Thomas Boyd's picture
March 20, 2012 - 12:26am

I was shooting the first round of the NCAA Men’s Basketball Championships at the Rose Garden Sat., and a fellow photographer had a very unusual Aperture question. 

He shoots for a wire service and each wire service has very strict and unique style for their captions. For instance, instead of writing, “John Doe, center, looks at his feet,” he needs to write, “John Doe, (c), looks at his feet.” 

This is all fine and good, except that when he typed, “(c)” a copyright symbol like this, “©” would appear. Needless to say, we needed to figure out how to turn that off. 
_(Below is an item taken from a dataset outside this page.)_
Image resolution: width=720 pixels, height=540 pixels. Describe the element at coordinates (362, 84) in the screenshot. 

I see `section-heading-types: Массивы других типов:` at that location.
I first thought it was his text expansion app causing the problems. We turned off Typinator and it still happened. My second plan of attack was to Control-Click the caption and see if I would find something in there that might be causing the problem.

Sure enough, Text Replacement had a check mark next to it. This had to be the culprit. We turned it off and that worked.

However, between games he had to restart his computer and the problem was back again. Turning off Text Replacement isn’t sticky. It comes back on after re-booting the app.

Control-Clicking the caption field will show you where to turn off Text Replacement.

This is a feature he never wants on. So, we drilled down a little deeper, and found “Show Substitutions”. This window allows the user to either turn off all the substitutions, selectively turn them off, or edit and add substitutions. It’s quite powerful if you think about it, but for us, since we both use Typinator for this anyway, we need it disabled.